Reading Comprehension & Narrative
A short passage, two or three questions, your answer must be supported by the text — not by what you already know.
What you'll learn
- Skim the passage once for the main idea, then re-read the targeted lines for inference
- Answer only from the passage — outside knowledge is the most-common trap
- The three question types: explicit (stated), inferred (between the lines), main-idea / tone
- How to read the author's tone: neutral, critical, enthusiastic, sceptical
Before you start
A short passage shows up. You get one or two questions about it. The whole game is read carefully, then answer only from what the passage actually says. Your real-world knowledge is a distraction here, not a help. The exam-setter deliberately seeds plausible-sounding wrong answers that are true in the world but not supported by the passage. Spot that trap and you’ve cleared the section. (It’s the same discipline you’ll lean on reading a research paper or a data dictionary: report what the source actually claims, not what you assumed walking in.)
The reading procedure
Three passes, each with a clear job:
- Pass 1 — Skim. What is the passage about? What is the author’s attitude? Don’t memorise; just place the passage in a box.
- Pass 2 — Target. Read the question. Go back to the specific sentences that the question concerns. Don’t re-read the whole thing.
- Pass 3 — Verify. Before marking, ask: “Is my answer literally supported by a sentence in the passage?” If you can’t point at one, it’s probably the wrong answer.
The three question types
- Explicit. The answer is stated in the passage — sometimes word for word. (“According to the passage, the author cites which study…”)
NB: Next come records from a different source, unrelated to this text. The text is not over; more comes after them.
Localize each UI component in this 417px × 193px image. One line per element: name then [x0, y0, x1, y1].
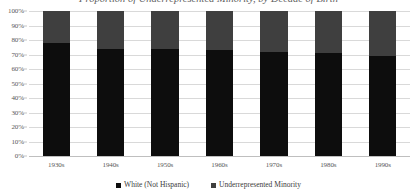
- y-axis-tick-mark: [24, 83, 27, 84]
- y-axis-tick-mark: [24, 127, 27, 128]
- x-axis-tick-label: 1940s: [83, 158, 137, 174]
- square-marker-icon: [116, 183, 121, 188]
- stacked-bar-chart: Proportion of Underrepresented Minority,…: [0, 0, 417, 193]
- y-axis-tick-mark: [24, 25, 27, 26]
- y-axis: 0%10%20%30%40%50%60%70%80%90%100%: [0, 11, 27, 156]
- bars-layer: [29, 11, 410, 156]
- y-axis-tick-mark: [24, 141, 27, 142]
- bar-slot: [301, 11, 355, 156]
- x-axis-tick-label: 1930s: [29, 158, 83, 174]
- y-axis-tick-label: 10%: [11, 138, 24, 146]
- x-axis-tick-label: 1960s: [192, 158, 246, 174]
- y-axis-tick-mark: [24, 112, 27, 113]
- y-axis-tick-mark: [24, 98, 27, 99]
- bar-segment-underrepresented-minority[interactable]: [206, 11, 233, 50]
- bar-slot: [192, 11, 246, 156]
- legend-item-label: Underrepresented Minority: [219, 180, 301, 190]
- y-axis-tick-label: 50%: [11, 80, 24, 88]
- y-axis-tick-label: 20%: [11, 123, 24, 131]
- x-axis: 1930s1940s1950s1960s1970s1980s1990s: [29, 158, 410, 174]
- y-axis-tick-label: 40%: [11, 94, 24, 102]
- bar-segment-white-not-hispanic[interactable]: [260, 52, 287, 156]
- bar-segment-white-not-hispanic[interactable]: [97, 49, 124, 156]
- x-axis-tick-label: 1950s: [138, 158, 192, 174]
- bar-slot: [247, 11, 301, 156]
- bar-segment-white-not-hispanic[interactable]: [369, 56, 396, 156]
- y-axis-tick-mark: [24, 69, 27, 70]
- stacked-bar[interactable]: [97, 11, 124, 156]
- stacked-bar[interactable]: [369, 11, 396, 156]
- legend-item-label: White (Not Hispanic): [124, 180, 189, 190]
- chart-title: Proportion of Underrepresented Minority,…: [0, 0, 417, 5]
- bar-segment-white-not-hispanic[interactable]: [151, 49, 178, 156]
- bar-segment-white-not-hispanic[interactable]: [43, 43, 70, 156]
- stacked-bar[interactable]: [315, 11, 342, 156]
- bar-segment-underrepresented-minority[interactable]: [260, 11, 287, 52]
- bar-segment-underrepresented-minority[interactable]: [315, 11, 342, 53]
- x-axis-tick-label: 1970s: [247, 158, 301, 174]
- y-axis-tick-mark: [24, 11, 27, 12]
- y-axis-tick-label: 0%: [15, 152, 24, 160]
- stacked-bar[interactable]: [206, 11, 233, 156]
- y-axis-tick-label: 60%: [11, 65, 24, 73]
- y-axis-tick-mark: [24, 40, 27, 41]
- stacked-bar[interactable]: [260, 11, 287, 156]
- gridline: [29, 156, 410, 157]
- bar-segment-underrepresented-minority[interactable]: [369, 11, 396, 56]
- bar-segment-underrepresented-minority[interactable]: [43, 11, 70, 43]
- y-axis-tick-label: 70%: [11, 51, 24, 59]
- x-axis-tick-label: 1990s: [356, 158, 410, 174]
- square-marker-icon: [211, 183, 216, 188]
- bar-slot: [29, 11, 83, 156]
- legend-item[interactable]: Underrepresented Minority: [211, 180, 301, 190]
- bar-segment-white-not-hispanic[interactable]: [206, 50, 233, 156]
- y-axis-tick-label: 90%: [11, 22, 24, 30]
- bar-slot: [138, 11, 192, 156]
- legend-item[interactable]: White (Not Hispanic): [116, 180, 189, 190]
- y-axis-tick-label: 80%: [11, 36, 24, 44]
- bar-segment-underrepresented-minority[interactable]: [97, 11, 124, 49]
- y-axis-tick-mark: [24, 54, 27, 55]
- y-axis-tick-label: 30%: [11, 109, 24, 117]
- bar-slot: [83, 11, 137, 156]
- bar-segment-white-not-hispanic[interactable]: [315, 53, 342, 156]
- y-axis-tick-label: 100%: [8, 7, 24, 15]
- chart-legend: White (Not Hispanic)Underrepresented Min…: [0, 179, 417, 191]
- x-axis-tick-label: 1980s: [301, 158, 355, 174]
- bar-slot: [356, 11, 410, 156]
- bar-segment-underrepresented-minority[interactable]: [151, 11, 178, 49]
- stacked-bar[interactable]: [151, 11, 178, 156]
- stacked-bar[interactable]: [43, 11, 70, 156]
- y-axis-tick-mark: [24, 156, 27, 157]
- Inferred. The answer is implied — you connect two sentences or read between the lines, but it still must follow from what’s written. (“Which of the following can be inferred about…”)
- Main idea / tone. What is the passage as a whole about? Is the author neutral, critical, enthusiastic, sceptical?
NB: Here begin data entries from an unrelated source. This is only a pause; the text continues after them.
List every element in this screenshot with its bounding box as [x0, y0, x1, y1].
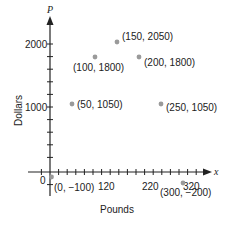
point-label: (0, −100): [54, 182, 94, 193]
data-point: [159, 102, 164, 107]
point-label: (50, 1050): [77, 99, 123, 110]
data-point: [93, 55, 98, 60]
x-axis-arrow-icon: [203, 169, 212, 176]
point-label: (150, 2050): [122, 31, 173, 42]
x-axis-name: x: [213, 166, 219, 177]
x-axis-title: Pounds: [100, 204, 134, 215]
data-point: [115, 40, 120, 45]
data-point: [49, 175, 54, 180]
point-label: (300, −200): [160, 187, 211, 198]
scatter-chart: P x 2000 1000 0 120 220 320 Dollars Poun…: [0, 0, 228, 228]
data-point: [181, 181, 186, 186]
point-label: (100, 1800): [73, 62, 124, 73]
x-tick-label-220: 220: [142, 181, 159, 192]
point-label: (200, 1800): [144, 57, 195, 68]
x-tick-label-120: 120: [98, 181, 115, 192]
point-label: (250, 1050): [166, 102, 217, 113]
data-point: [137, 55, 142, 60]
x-tick-label-0: 0: [40, 175, 46, 186]
y-axis-arrow-icon: [47, 16, 54, 25]
y-axis-name: P: [46, 4, 53, 15]
y-tick-label-1000: 1000: [25, 102, 48, 113]
y-axis-title: Dollars: [13, 95, 24, 126]
data-point: [70, 102, 75, 107]
y-tick-label-2000: 2000: [25, 39, 48, 50]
Reading tone — the four common ones
| Tone | Signals |
|---|---|
| Neutral / informative | Facts, no value words. “The study found that…” |
| Critical / sceptical | Doubt, hedging, counter-evidence. “However, this claim overlooks…” |
| Enthusiastic / approving | Praise words. “A remarkable advance…”, “promising results…” |
| Cautionary | Warnings. “This approach risks…”, “must be used with care…” |
Worked example — a mini passage
“Although electric vehicles produce no tailpipe emissions, their overall environmental footprint depends heavily on the source of the electricity they consume. In regions where the grid is largely coal-powered, the per-kilometre carbon emissions of an EV can rival those of a modern petrol car. Only when the grid shifts to renewable sources does the EV’s true environmental advantage emerge.”
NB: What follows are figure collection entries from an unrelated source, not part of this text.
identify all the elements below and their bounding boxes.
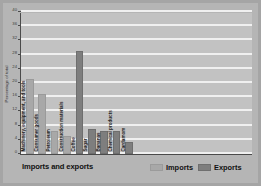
- y-axis-tick-label: 12: [12, 107, 17, 111]
- y-axis-tick: [18, 153, 21, 154]
- y-axis-tick-label: 8: [15, 121, 17, 125]
- bar-category-label: Cardamom: [122, 128, 127, 152]
- gridline: [21, 124, 252, 126]
- plot-area: 0481216202428323640 Machinery, equipment…: [20, 13, 252, 155]
- y-axis-tick-label: 40: [12, 8, 17, 12]
- y-axis-tick-label: 0: [15, 150, 17, 154]
- gridline: [21, 81, 252, 83]
- y-axis-title: Percentage of total: [3, 13, 11, 155]
- y-axis-title-text: Percentage of total: [5, 66, 9, 103]
- gridline: [21, 67, 252, 69]
- legend-swatch-imports: [150, 164, 163, 171]
- y-axis-tick: [18, 11, 21, 12]
- gridline: [21, 38, 252, 40]
- bar: [88, 129, 96, 154]
- bar-category-label: Consumer goods: [35, 114, 40, 152]
- bar-category-label: Chemical products: [110, 111, 115, 152]
- y-axis-tick-label: 20: [12, 79, 17, 83]
- gridline: [21, 10, 252, 12]
- y-axis-tick-label: 16: [12, 93, 17, 97]
- y-axis-tick: [18, 39, 21, 40]
- y-axis-tick: [18, 68, 21, 69]
- bar-category-label: Coffee: [72, 138, 77, 152]
- bar-category-label: Bananas: [97, 133, 102, 152]
- bar-category-label: Sugar: [85, 139, 90, 152]
- bar-category-label: Machinery, equipment, and tools: [23, 81, 28, 152]
- y-axis-tick: [18, 54, 21, 55]
- gridline: [21, 95, 252, 97]
- bar-category-label: Petroleum: [48, 130, 53, 152]
- legend-label-exports: Exports: [214, 163, 242, 172]
- chart-title: Imports and exports: [22, 163, 93, 171]
- y-axis-tick-label: 28: [12, 50, 17, 54]
- legend-label-imports: Imports: [166, 163, 193, 172]
- y-axis-tick: [18, 25, 21, 26]
- chart-footer: Imports and exports Imports Exports: [0, 157, 261, 186]
- legend-swatch-exports: [198, 164, 211, 171]
- y-axis-tick-label: 32: [12, 36, 17, 40]
- gridline: [21, 109, 252, 111]
- gridline: [21, 24, 252, 26]
- y-axis-tick-label: 36: [12, 22, 17, 26]
- bar: [26, 79, 34, 154]
- y-axis-tick-label: 4: [15, 136, 17, 140]
- chart-figure: Percentage of total 0481216202428323640 …: [0, 0, 261, 186]
- bar-category-label: Construction materials: [60, 102, 65, 152]
- gridline: [21, 53, 252, 55]
- y-axis-tick-label: 24: [12, 65, 17, 69]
Question 1 (inference). “Which of the following can be inferred from the passage?”
- (a) EVs always pollute less than petrol cars. — Wrong. The passage says the opposite for coal grids.
- (b) The environmental benefit of EVs is conditional on the electricity source. — Correct. Stated almost directly.
- (c) Coal is being phased out of most electricity grids. — Wrong. True in reality maybe, but the passage doesn’t say it.
- (d) EVs have higher tailpipe emissions than petrol cars. — Wrong. The first line directly contradicts this.
Answer: (b).
Question 2 (main idea). “The author’s primary point is…”
- (a) EVs are inherently superior to petrol cars.
- (b) The environmental value of EVs depends on the electricity supply mix.
- (c) Coal-powered grids should be banned.
- (d) Petrol cars are still preferable in most countries.
Answer: (b). That’s the entire arc of the passage compressed into one sentence.
How GATE asks this
Always MCQ. The passage is short (4-6 sentences, sometimes a short paragraph + a follow-up). Usually 1-2 passages per paper, each with 1-2 questions. The 2-mark slot is where these live. Time budget: about 3-4 minutes per passage, including the question. Don’t let any single comprehension Q eat more than 4 minutes — mark, move, return.
Quick check
Read this short passage, then answer the questions:
“Open-source software has transformed scientific research by lowering the cost of access to powerful tools. Yet some researchers argue that the open-source label can be misleading: while the code is freely viewable, the effort required to deploy and maintain it at scale often exceeds the cost of commercial alternatives. The real measure of ‘openness’, they contend, is not the licence but the total cost of meaningful use.”